The masters — along with Bam's vocoder — were allegedly destroyed by a fire in Jazzy Jay's Bronx studio. I wonder how it all went down. With our fire, there was little time for panic. The smoke poured through the vents and we solemnly carried our laptops out the door like lunch trays. We watched the flames tease the night sky, listening for the whinny-pitched screams of our belongings. I remember thinking, "Well, Kareem Abdul-Jabbar won three NBA championships after a fire melted down his jazz collection." And Q-Tip, he dated Janet Jackson and started wearing nice suits after losing his records to a fire. And Teddy Riley reformed Blackstreet. And Lee Scratch Perry's myth only blossomed after he torched his own studio in Kingston, Jamaica. So the future must hold great things — more than a Red Cross voucher for 50 dollars, good at the only Sears in Bed-Stuy. More than the same corny "roof is on fire" joke. More than an evening watching LL Cool J and Joan Jett play a parking lot at a T.K. Tripps in Charlotte, me on the front row with LL's grandma, shielding her from the crush of happy-hour drunks. More than the anxiety, because now vinyl crackles with a bad memory, the surface noise of soot, not romanced condition.
I now keep a "fire crate" near the door, a bag of records to go tripping down the stairs with me in case of emergency. I've taken similar precautions in the past, but every 20 bucks set aside for the apocalypse became "found money" for more records. Since the fire, I've been known to throw myself at my IKEA bookcase in my sleep to make sure the Computer People Communicators 12-inch is still shelved, only to realize it's been waiting by the door.
I've always maintained that a fire crate says more about one's survival instincts than a "desert-island playlist." (The playlist is just songs in your head, abandoning the object record on a dwindling ship.) With the fire crate, you're not on the beach, you're on the run. It's a different species of escapism, a panicked neurosis — and neurotics generally have good taste in music. It's can't live without versus living with the guilt of your Stetsasonic album being transmattered and curling up into a dead spider's ashtray — sorry Daddy-O. You can spend a castaway's eternity building a fire crate in your brain, but the plan itself is out the door. The moment is singed. Who will be left behind?
Reprinted from The Record: Contemporary Art and Vinyl, by permission from the Nasher Museum of Art at Duke University. Dave Tompkins's first book How to Wreck a Nice Beach: The Vocoder, from World War II to Hip Hop (2010) is out on Stop Smiling Books/Melville House. He is from North Carolina.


> [Work required]: Return a copy of every line in the records that includes the word "heading".
[[ Provided records open ]]
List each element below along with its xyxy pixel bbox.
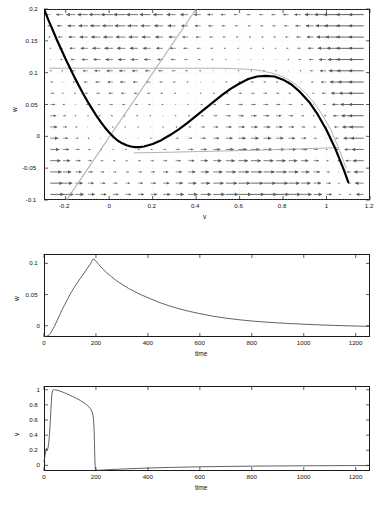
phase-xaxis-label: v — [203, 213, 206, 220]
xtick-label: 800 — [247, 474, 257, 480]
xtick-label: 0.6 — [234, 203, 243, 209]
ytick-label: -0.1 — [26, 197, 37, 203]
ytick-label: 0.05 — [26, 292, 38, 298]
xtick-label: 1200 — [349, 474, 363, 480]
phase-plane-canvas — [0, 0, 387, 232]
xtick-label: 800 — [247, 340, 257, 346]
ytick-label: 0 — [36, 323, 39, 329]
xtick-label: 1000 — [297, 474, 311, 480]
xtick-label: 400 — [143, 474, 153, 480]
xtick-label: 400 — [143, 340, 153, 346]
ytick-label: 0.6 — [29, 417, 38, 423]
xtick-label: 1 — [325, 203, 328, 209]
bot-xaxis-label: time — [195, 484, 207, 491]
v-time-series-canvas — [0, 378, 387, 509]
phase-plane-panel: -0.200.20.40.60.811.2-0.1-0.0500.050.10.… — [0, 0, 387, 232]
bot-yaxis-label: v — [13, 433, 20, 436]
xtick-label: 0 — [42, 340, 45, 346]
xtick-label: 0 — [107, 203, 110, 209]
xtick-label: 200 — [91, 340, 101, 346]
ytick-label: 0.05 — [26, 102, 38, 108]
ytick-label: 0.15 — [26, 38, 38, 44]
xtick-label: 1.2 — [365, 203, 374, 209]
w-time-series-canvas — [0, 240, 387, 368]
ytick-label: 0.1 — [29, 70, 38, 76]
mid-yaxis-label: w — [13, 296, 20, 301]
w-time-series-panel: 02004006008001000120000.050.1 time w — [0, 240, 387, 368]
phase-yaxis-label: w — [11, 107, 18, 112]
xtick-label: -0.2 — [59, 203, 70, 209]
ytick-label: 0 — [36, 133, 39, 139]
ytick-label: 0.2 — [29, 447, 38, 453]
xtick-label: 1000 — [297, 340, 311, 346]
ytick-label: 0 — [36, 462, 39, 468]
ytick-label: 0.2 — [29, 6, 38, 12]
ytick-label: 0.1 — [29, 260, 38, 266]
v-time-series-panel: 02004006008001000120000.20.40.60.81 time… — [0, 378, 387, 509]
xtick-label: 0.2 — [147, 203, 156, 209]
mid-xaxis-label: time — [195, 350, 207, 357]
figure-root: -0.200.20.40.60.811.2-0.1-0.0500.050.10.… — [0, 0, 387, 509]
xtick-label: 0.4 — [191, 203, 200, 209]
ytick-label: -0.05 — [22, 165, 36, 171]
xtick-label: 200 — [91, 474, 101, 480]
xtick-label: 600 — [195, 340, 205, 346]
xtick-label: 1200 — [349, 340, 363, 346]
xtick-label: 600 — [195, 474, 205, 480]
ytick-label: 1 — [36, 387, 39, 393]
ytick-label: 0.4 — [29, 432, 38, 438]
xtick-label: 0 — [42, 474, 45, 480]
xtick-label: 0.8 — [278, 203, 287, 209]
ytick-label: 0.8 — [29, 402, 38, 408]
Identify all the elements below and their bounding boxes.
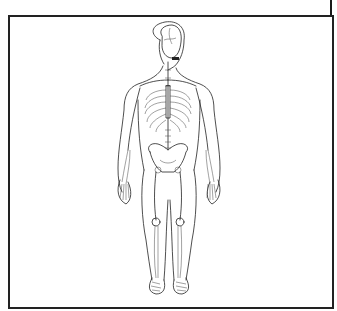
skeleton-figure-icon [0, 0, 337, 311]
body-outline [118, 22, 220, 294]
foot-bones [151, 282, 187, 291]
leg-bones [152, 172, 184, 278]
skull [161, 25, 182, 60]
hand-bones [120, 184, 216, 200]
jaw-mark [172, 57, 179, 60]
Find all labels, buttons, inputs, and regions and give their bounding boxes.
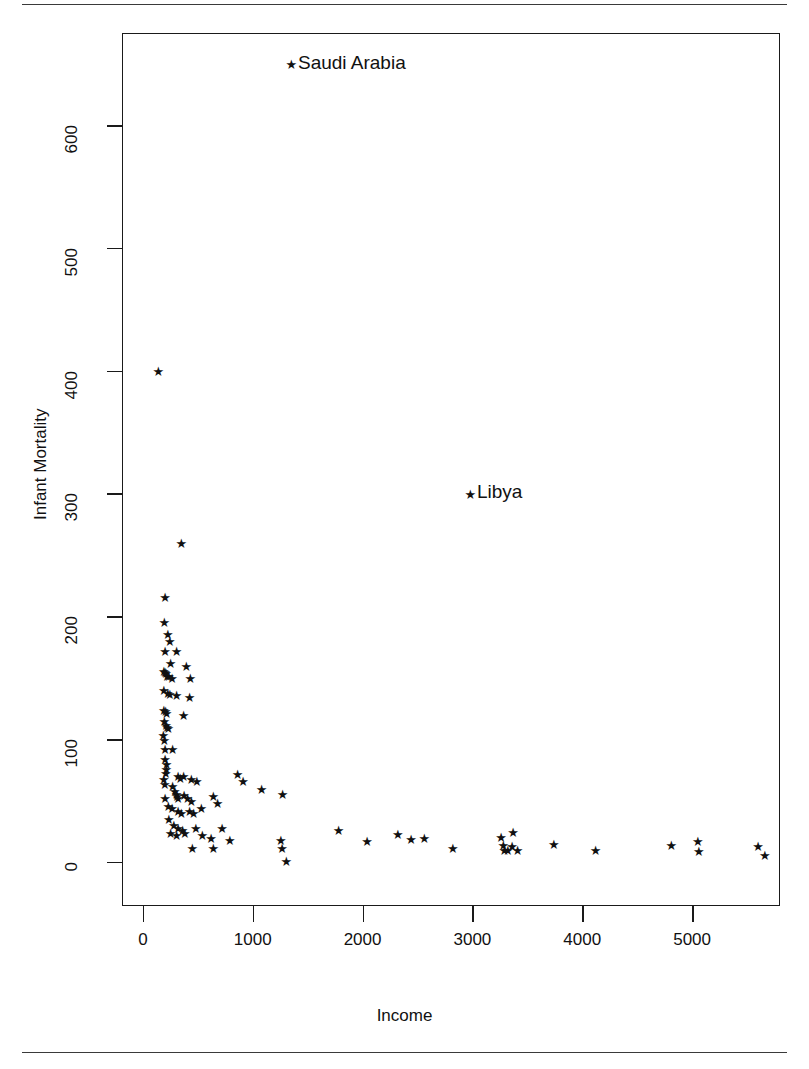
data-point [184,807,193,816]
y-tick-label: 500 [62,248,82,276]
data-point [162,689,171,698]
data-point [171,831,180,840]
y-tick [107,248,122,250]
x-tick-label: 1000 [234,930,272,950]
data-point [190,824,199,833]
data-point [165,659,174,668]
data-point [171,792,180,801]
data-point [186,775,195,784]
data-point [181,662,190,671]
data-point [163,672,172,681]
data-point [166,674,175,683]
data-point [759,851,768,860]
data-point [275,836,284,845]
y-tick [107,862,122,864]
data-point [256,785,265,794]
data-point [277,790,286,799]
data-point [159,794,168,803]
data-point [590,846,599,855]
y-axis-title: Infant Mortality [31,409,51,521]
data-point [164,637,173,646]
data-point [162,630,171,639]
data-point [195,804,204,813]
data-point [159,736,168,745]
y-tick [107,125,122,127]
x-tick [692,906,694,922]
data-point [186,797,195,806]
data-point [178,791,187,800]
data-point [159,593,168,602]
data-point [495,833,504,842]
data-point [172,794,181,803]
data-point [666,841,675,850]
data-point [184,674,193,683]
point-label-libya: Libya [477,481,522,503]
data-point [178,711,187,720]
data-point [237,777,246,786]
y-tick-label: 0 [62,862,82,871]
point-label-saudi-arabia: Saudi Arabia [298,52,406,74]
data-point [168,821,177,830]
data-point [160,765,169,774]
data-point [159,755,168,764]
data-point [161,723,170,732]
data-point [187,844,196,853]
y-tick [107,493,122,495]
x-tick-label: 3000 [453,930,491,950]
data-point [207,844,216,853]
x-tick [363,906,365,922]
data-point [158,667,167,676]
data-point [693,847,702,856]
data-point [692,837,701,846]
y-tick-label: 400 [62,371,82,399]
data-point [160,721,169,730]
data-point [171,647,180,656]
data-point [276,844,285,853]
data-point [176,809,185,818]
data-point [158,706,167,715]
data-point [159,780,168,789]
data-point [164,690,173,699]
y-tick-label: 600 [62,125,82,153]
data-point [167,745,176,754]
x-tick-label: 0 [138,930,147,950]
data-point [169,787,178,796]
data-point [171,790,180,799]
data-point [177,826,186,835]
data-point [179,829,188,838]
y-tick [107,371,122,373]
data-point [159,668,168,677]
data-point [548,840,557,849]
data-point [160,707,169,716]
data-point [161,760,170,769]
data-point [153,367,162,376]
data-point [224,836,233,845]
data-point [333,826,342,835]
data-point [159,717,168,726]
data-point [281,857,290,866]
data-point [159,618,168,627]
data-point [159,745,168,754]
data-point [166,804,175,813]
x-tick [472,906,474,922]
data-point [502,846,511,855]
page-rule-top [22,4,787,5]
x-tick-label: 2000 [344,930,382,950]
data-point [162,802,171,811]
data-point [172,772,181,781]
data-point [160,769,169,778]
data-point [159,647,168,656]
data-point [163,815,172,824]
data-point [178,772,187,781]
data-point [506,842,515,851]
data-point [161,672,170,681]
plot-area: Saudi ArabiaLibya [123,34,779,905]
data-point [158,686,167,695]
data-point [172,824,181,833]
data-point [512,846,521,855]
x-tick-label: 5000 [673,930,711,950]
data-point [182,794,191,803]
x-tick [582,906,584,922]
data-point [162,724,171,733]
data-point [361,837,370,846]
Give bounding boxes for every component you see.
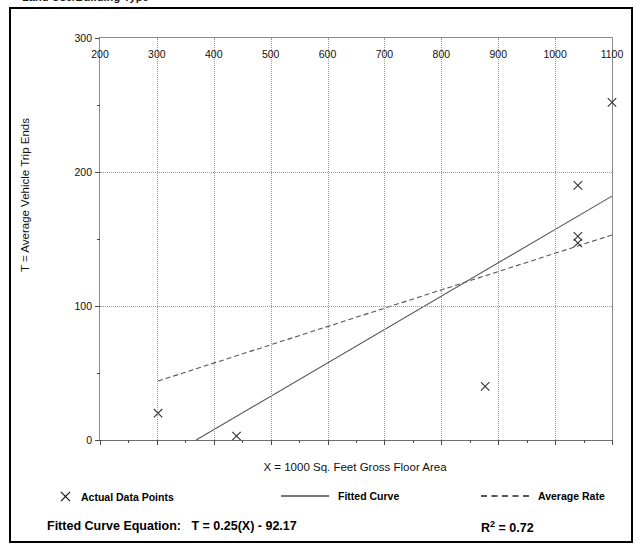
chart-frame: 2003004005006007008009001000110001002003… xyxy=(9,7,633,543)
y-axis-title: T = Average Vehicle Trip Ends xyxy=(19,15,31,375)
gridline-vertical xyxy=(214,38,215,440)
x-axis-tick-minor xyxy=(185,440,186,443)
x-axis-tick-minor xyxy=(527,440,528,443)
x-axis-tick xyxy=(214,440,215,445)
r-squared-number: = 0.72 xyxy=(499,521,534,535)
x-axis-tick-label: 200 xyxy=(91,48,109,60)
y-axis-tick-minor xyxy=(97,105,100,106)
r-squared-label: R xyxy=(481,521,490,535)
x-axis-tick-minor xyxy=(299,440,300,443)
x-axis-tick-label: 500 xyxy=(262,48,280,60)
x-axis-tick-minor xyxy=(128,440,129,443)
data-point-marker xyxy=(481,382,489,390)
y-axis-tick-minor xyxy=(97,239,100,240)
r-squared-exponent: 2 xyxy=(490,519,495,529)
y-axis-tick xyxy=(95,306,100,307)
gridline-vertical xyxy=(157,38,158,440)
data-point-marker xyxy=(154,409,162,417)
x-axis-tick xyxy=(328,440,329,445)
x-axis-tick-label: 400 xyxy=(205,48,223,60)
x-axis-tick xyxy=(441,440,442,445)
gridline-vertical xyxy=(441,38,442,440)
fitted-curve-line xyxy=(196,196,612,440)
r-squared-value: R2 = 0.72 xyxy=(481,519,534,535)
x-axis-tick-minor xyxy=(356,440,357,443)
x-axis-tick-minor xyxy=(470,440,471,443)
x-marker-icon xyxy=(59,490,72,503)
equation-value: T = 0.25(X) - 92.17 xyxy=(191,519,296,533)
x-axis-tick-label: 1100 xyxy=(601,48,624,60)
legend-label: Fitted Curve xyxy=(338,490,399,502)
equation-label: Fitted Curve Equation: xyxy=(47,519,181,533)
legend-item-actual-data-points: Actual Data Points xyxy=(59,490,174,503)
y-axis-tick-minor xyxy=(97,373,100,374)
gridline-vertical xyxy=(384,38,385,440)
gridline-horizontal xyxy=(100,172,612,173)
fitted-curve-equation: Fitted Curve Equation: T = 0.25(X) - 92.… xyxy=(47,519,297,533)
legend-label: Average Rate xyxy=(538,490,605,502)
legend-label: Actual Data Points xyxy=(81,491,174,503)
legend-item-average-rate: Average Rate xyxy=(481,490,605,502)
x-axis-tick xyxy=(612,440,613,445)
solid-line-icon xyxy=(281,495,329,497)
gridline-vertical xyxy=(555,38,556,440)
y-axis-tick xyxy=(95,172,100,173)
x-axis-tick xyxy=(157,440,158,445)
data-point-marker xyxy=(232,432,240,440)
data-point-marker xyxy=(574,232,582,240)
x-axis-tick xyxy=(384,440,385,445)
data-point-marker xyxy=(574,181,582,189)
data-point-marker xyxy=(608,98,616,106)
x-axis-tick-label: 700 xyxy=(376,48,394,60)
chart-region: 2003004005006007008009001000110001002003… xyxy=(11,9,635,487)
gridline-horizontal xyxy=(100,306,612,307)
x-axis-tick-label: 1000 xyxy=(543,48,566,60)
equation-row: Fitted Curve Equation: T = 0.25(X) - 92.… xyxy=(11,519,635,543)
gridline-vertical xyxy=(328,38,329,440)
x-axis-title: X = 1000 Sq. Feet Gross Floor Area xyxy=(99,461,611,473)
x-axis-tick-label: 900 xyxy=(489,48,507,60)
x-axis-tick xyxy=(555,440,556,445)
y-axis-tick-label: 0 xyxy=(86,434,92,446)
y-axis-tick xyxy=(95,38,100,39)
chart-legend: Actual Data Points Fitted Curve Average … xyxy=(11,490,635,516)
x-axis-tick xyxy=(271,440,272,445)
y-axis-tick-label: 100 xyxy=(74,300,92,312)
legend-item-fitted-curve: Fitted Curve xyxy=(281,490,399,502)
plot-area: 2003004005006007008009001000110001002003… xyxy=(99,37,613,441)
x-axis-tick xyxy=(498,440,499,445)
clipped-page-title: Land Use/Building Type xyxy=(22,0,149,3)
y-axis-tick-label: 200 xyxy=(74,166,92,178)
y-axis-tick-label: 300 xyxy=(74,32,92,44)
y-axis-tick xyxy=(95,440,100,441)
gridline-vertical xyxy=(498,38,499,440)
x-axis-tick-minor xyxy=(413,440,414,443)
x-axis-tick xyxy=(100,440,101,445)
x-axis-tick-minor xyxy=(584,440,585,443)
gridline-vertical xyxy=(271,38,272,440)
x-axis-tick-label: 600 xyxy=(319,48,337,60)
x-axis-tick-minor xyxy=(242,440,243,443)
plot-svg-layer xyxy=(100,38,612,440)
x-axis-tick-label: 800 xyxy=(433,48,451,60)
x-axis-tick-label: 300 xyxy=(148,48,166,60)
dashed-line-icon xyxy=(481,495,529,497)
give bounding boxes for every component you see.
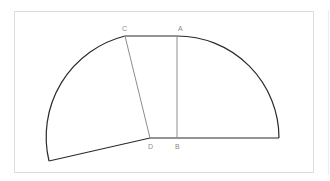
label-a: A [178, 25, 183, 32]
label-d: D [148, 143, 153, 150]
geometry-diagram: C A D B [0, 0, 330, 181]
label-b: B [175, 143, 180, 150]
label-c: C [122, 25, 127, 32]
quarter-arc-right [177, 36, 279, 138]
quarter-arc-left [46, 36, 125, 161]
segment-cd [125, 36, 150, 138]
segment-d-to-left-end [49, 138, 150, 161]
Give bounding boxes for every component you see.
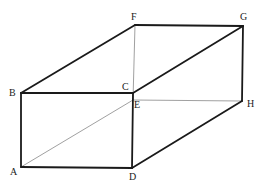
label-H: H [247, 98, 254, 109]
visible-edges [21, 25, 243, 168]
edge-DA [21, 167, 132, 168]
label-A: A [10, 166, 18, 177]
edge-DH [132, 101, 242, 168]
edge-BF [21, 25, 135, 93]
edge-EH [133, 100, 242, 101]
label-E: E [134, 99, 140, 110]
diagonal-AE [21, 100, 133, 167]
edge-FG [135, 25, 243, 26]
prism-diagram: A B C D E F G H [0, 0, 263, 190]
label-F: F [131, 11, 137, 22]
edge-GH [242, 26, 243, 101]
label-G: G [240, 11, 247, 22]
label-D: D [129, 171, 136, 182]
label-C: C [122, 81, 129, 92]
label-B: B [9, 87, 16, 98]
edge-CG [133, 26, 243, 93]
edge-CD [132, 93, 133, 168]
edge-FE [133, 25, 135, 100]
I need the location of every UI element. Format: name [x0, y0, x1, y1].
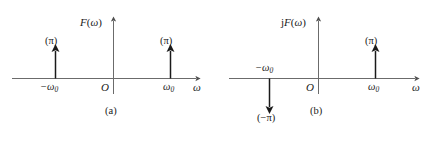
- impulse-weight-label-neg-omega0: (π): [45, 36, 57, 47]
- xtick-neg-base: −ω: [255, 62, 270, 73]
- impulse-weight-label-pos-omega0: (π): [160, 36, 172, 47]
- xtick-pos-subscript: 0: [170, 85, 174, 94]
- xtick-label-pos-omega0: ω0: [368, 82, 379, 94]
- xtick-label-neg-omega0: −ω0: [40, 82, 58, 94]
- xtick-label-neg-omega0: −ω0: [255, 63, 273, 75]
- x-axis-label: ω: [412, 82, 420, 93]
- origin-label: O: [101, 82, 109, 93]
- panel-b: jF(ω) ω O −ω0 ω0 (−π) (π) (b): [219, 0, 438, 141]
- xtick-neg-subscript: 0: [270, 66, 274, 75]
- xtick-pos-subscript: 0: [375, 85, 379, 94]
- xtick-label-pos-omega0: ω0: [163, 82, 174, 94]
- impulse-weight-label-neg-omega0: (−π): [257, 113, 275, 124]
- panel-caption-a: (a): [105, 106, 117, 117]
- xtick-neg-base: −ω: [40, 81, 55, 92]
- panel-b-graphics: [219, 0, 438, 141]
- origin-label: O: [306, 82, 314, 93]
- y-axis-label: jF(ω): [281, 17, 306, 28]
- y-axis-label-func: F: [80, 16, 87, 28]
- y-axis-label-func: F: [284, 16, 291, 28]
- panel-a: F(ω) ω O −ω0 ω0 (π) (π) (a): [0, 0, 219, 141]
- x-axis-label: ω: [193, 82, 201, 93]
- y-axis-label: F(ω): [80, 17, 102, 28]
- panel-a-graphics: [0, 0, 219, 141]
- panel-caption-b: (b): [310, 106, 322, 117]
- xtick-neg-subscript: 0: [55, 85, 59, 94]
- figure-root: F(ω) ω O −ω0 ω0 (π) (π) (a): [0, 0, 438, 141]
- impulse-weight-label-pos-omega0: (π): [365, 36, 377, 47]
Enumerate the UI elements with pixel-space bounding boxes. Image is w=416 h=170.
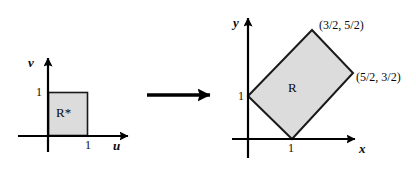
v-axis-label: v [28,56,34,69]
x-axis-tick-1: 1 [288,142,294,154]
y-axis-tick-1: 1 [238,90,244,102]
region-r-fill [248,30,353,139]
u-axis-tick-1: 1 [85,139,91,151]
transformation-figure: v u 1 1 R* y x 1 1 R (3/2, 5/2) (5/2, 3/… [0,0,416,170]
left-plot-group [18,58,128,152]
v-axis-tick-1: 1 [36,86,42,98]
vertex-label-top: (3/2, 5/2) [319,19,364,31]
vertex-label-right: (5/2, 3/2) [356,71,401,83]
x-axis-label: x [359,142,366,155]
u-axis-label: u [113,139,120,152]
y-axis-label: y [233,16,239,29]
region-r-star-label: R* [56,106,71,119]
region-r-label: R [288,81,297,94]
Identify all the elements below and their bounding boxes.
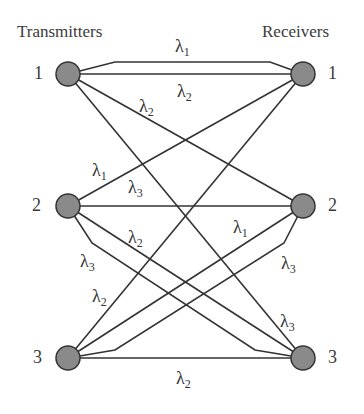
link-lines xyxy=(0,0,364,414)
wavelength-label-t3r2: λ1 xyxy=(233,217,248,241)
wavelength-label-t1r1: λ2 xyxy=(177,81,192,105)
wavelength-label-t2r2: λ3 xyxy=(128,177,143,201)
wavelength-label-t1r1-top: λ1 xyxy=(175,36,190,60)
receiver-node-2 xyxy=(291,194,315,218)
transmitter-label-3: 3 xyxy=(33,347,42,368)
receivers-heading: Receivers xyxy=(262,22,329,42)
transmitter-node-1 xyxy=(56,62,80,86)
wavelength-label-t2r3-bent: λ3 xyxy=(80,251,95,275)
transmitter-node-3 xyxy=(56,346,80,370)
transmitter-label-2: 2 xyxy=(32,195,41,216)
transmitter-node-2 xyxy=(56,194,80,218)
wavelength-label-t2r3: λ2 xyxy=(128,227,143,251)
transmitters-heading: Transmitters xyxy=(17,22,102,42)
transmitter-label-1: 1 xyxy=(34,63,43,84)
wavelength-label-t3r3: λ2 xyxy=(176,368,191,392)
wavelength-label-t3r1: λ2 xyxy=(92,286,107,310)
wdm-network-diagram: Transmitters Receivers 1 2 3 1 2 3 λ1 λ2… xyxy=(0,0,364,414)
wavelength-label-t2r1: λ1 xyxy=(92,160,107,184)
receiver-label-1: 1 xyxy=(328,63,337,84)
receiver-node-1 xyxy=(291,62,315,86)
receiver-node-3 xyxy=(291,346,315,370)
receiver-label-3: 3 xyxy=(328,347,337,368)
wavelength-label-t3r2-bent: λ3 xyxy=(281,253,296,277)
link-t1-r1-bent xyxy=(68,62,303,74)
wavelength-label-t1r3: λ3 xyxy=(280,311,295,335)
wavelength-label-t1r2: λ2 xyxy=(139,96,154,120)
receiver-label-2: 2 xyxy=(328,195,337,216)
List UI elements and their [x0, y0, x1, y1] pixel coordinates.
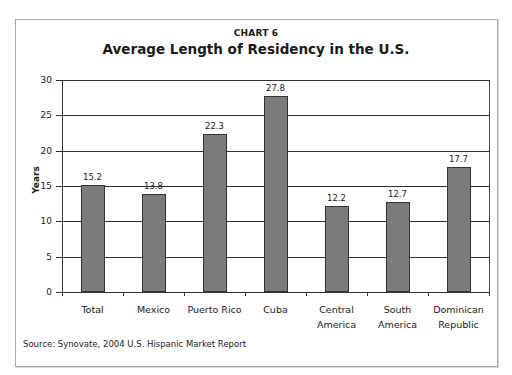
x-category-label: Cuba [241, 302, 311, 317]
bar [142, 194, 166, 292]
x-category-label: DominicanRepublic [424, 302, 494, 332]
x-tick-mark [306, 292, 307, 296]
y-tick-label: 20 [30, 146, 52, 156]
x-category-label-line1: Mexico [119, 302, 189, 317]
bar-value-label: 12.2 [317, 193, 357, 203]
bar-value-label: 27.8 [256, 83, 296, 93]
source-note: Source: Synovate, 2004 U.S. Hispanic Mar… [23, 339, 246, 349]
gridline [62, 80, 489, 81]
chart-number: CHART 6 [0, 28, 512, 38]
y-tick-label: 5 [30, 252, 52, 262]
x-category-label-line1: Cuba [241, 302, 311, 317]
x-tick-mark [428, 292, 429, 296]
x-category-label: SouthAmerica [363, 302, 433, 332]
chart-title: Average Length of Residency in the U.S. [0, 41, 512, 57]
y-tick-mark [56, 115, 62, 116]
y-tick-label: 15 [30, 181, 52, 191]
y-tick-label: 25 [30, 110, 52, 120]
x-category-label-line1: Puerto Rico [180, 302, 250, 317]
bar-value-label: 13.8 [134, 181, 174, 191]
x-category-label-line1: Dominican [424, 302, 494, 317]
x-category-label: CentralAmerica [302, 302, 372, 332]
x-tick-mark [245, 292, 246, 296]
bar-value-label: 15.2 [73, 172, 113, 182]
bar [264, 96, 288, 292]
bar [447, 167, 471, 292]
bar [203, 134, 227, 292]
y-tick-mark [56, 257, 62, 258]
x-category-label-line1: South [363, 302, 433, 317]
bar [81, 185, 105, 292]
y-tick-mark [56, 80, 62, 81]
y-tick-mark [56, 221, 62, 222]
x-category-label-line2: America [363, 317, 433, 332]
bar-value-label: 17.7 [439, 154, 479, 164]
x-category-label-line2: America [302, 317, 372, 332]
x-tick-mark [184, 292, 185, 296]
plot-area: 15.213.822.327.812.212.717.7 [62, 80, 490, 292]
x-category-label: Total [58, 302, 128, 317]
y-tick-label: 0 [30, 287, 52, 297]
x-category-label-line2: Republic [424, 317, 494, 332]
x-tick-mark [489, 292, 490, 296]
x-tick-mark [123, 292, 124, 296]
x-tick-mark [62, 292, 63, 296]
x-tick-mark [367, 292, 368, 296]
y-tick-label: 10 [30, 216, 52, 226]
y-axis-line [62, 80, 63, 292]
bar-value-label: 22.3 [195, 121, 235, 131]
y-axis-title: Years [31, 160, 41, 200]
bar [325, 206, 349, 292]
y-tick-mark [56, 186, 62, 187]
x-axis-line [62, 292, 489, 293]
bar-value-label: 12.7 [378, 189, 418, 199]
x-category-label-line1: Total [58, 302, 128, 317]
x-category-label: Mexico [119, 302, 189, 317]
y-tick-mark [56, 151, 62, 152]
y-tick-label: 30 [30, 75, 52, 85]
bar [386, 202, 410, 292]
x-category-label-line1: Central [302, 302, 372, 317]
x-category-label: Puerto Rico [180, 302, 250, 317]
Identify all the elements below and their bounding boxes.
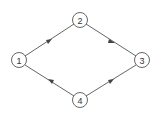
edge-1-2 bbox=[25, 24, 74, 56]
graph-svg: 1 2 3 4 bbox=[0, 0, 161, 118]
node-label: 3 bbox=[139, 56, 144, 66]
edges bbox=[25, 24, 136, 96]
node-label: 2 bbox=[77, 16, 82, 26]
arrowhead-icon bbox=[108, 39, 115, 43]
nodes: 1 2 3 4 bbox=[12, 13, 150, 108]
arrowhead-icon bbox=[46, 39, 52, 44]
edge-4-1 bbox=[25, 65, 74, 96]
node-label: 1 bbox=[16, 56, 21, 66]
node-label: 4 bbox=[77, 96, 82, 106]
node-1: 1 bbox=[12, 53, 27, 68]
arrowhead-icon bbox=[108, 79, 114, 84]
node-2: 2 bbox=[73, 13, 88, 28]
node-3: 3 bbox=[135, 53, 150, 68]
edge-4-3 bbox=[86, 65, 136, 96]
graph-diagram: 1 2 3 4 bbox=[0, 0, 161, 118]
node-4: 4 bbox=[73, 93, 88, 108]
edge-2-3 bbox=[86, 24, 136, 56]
[[ Provided records closed ]]
> [Solution for this problem]:
receivers-heading: Receivers xyxy=(262,22,329,42)
transmitters-heading: Transmitters xyxy=(17,22,102,42)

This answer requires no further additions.